One woman told me, “Originally I heard about it from a friend.”

Another said, “My husband told me." When I asked where she gets her news from, she replied, “I’d say a variety of places. I think he saw it first on Instagram."

As I walked around campus, people gave me a variety of answers on where they first heard about the assassination attempt, but most of which were social media.

Another woman told me, “It was social media for sure. Either Instagram or TikTok. I don’t particularly watch the news or go on Facebook and look at news sources. But just scrolling on Instagram or TikTok, they just happen to come up."

That's a common answer for most people age 18 to 29, according to Dr.
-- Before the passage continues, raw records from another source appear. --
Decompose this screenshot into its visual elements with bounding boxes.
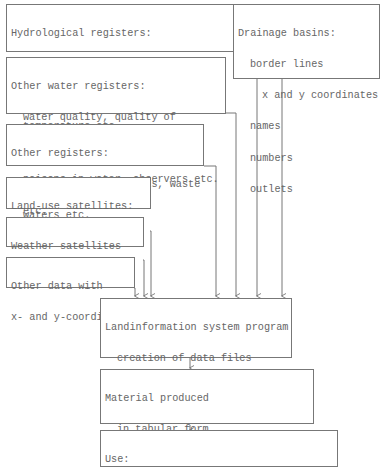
other-water-registers-box: Other water registers: water quality, qu… xyxy=(6,57,226,114)
box-title: Material produced xyxy=(105,394,309,404)
weather-satellites-box: Weather satellites NOAA xyxy=(6,217,144,247)
hydrological-registers-box: Hydrological registers: water level, run… xyxy=(6,4,271,52)
land-use-satellites-box: Land-use satellites: Landsat, SPOT xyxy=(6,177,151,209)
use-box: Use: research, planning, monitoring xyxy=(100,430,338,467)
landinformation-system-program-box: Landinformation system program creation … xyxy=(100,298,292,358)
box-title: Drainage basins: xyxy=(238,29,375,39)
box-line: numbers xyxy=(238,154,375,164)
box-line: border lines xyxy=(238,60,375,70)
box-line: names xyxy=(238,122,375,132)
box-title: Hydrological registers: xyxy=(11,29,266,39)
box-line: creation of data files xyxy=(105,354,287,364)
box-title: Other data with xyxy=(11,282,130,292)
box-line: x and y coordinates xyxy=(238,91,375,101)
other-registers-box: Other registers: digital terrain models,… xyxy=(6,124,204,166)
box-line: outlets xyxy=(238,185,375,195)
box-title: Use: xyxy=(105,455,333,465)
box-title: Landinformation system program xyxy=(105,323,287,333)
other-data-box: Other data with x- and y-coordinates xyxy=(6,257,135,288)
material-produced-box: Material produced in tabular form in gra… xyxy=(100,369,314,424)
box-title: Other water registers: xyxy=(11,82,221,92)
box-title: Weather satellites xyxy=(11,242,139,252)
box-title: Land-use satellites: xyxy=(11,202,146,212)
drainage-basins-box: Drainage basins: border lines x and y co… xyxy=(233,4,380,79)
box-title: Other registers: xyxy=(11,149,199,159)
box-line: water quality, quality of xyxy=(11,113,221,123)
Eric Austin, who has been a political science professor at Montana State for nearly 20 years.

Although Austin says most people who get their news from social media will go on to do further research online, is getting your news from social media in the first place all that bad?

“They’re difficult places to get comprehensive, reliable, balanced news from. The way most social media platforms work is, that algorithm that populates your feed takes information based on your viewing preferences and what you've looked at before, and sort of reinforces that,” says Austin.

Facebook is the number 1 platform, followed by Instagram, then TikTok—all platforms that populate your feed based on this kind of algorithm. So why can this be a problem?

“People gather information from sources they believe are reliable, but it’s incomplete, it’s inaccurate, and it’s just wrong in some instances. And they’re forwarding that on, reposting it, they’re sharing it through their feeds,” says Austin.

Which is known as misinformation: the distribution of information on the belief that it’s accurate. Which shouldn't be confused with disinformation, "Which is inaccurate information that is intentionally distributed to cause confusion,” Austin told me.

Austin says there’s a lot of both misinformation and disinformation circling the internet regarding the assassination attempt.

I asked Austin, “What do you think their goal is?” He told me, “I think there are multiple motivations. The idea of trolls on the internet is kind of well known. I think there are just those who are chaos agents."

So how can you tell if the information you’re reading about the assassination is accurate?

“Any opportunity you have to use news aggregators, to really curate your feed to have not only diverse sources of information, but good reputable sources of information. The more you can broaden your searches, the more you're going to have that complete picture,” says Austin.

But one thing Austin says people should also be aware of? Time.

“At this point, a couple of days in, the reporting that we have is really new. And there's a demand to, and pressure to, get information out as fast as possible. So, I think one of the big things is giving sufficient time to have good, verified, corroborated, accurate reporting," he says.